Richard Wordsworth
Encyclopedia
The English character actor
Character actor
A character actor is one who predominantly plays unusual or eccentric characters. The Oxford English Dictionary defines a character actor as "an actor who specializes in character parts", defining character part in turn as "an acting role displaying pronounced or unusual characteristics or...

 Richard Wordsworth was born on 19 January 1915 and died on 21 November 1993. He was the great-great-grandson of the poet William Wordsworth
William Wordsworth
William Wordsworth was a major English Romantic poet who, with Samuel Taylor Coleridge, helped to launch the Romantic Age in English literature with the 1798 joint publication Lyrical Ballads....

.

As a young man he followed in the footsteps of his clergyman father, reading Divinity at Cambridge University. But he quickly found acting more to his taste and, after performing at the Cambridge Footlights, he decided to study drama at the Embassy School of Acting in London.

This proved an excellent choice. He quickly developed a talent for character acting which sustained him and his family through a long and richly varied career. In classical theatre he worked with John Gielgud
John Gielgud
Sir Arthur John Gielgud, OM, CH was an English actor, director, and producer. A descendant of the renowned Terry acting family, he achieved early international acclaim for his youthful, emotionally expressive Hamlet which broke box office records on Broadway in 1937...

, Donald Wolfit
Donald Wolfit
Sir Donald Wolfit, KBE was a well-known English actor-manager.-Biography:Wolfit, who was "Woolfitt" at birth was born at New Balderton, near Newark-on-Trent, Nottinghamshire and attended the Magnus Grammar School and made his stage début in 1920...

, Anthony Quale and Richard Burton
Richard Burton
Richard Burton, CBE was a Welsh actor.
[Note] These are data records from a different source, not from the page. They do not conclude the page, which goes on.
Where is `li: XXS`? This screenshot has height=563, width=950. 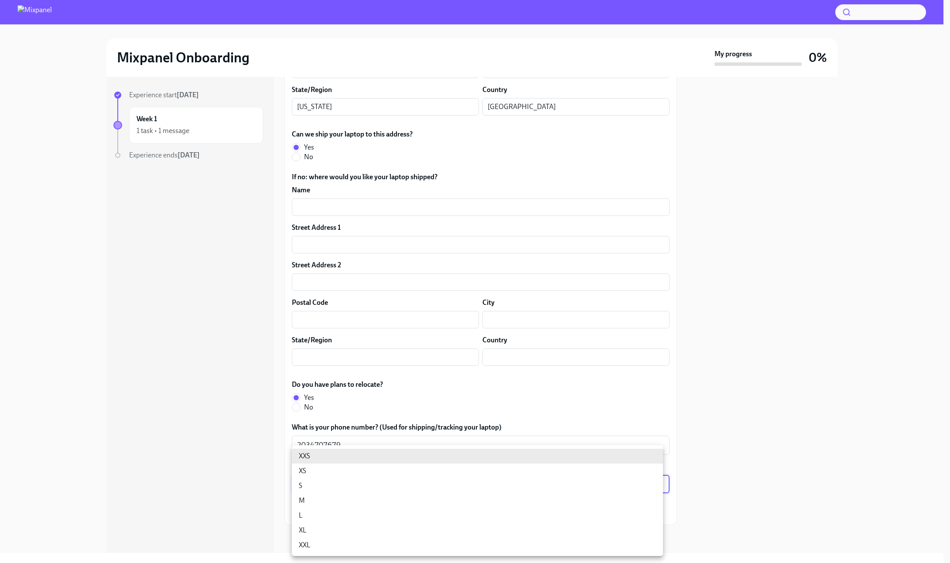 li: XXS is located at coordinates (477, 456).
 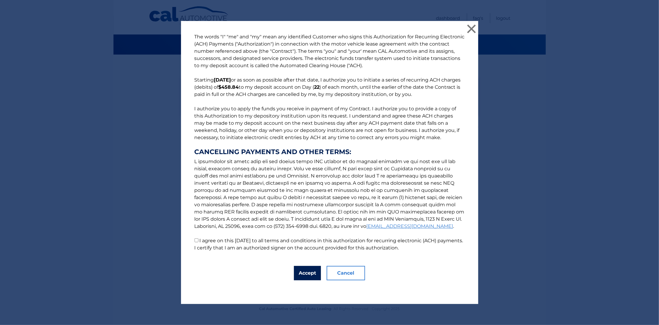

He was nominated seven times for an Academy Award, six of which were for Best Actor in a Leading Role , and was a recipient of BAFTA, Golden Globe and Tony Awards for Best Actor. Although never trained as an actor, Burton was, at one time, the highest-paid...

. After successful Shakespearian seasons at the Old Vic and Stratford-upon-Avon, he starred in the musical Lock Up Your Daughters which launched the Mermaid Theatre
Mermaid Theatre
The Mermaid Theatre was a theatre at Puddle Dock, in Blackfriars, in the City of London and the first built there since the time of Shakespeare...
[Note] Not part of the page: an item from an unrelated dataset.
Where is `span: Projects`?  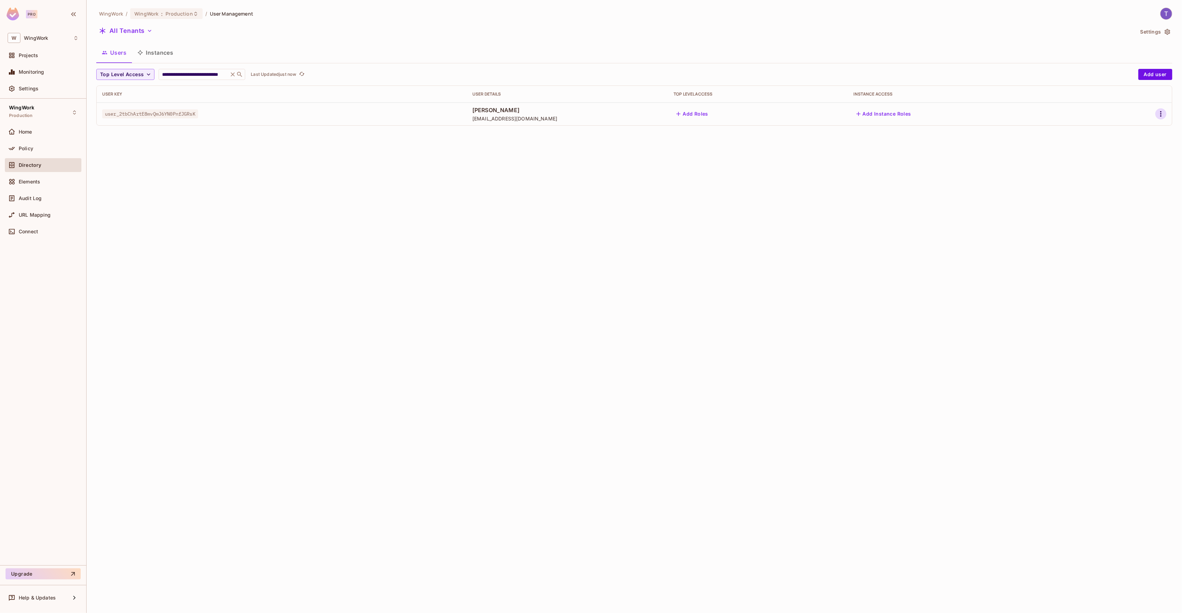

 in London. He also found success as Captain Hook in several Christmas productions of Peter Pan. Later he would tour Australia as Fagin in the musical Oliver which he also produced.

His film career included a standout performance as the monstrous astronaut in The Quatermass Xperiment a highly regarded cult movie which launched Hammer Horror Films. Later he played a scene as a sinister taxidermist with Jimmy Stewart (whom he described as 'a perfect gentleman') in Alfred Hitchcock's second version of The Man Who Knew Too Much
The Man Who Knew Too Much (1956 film)
The Man Who Knew Too Much is a suspense film directed by Alfred Hitchcock, starring James Stewart and Doris Day. The film is a remake in widescreen VistaVision and Technicolor of Hitchcock's 1934 film of the same name....

. He also played leading parts in British TV dramas such as Hunting Tower and The Tripods.

In the final decades of his life he developed The Bliss of Solitude a one-man tribute to his great ancestor with which he toured England, Scotland and the United States. He also founded the Wordsworth Summer School - a week of poetry, lectures and walks in his beloved English Lake District.
The source of this article is wikipedia, the free encyclopedia.  The text of this article is licensed under the GFDL.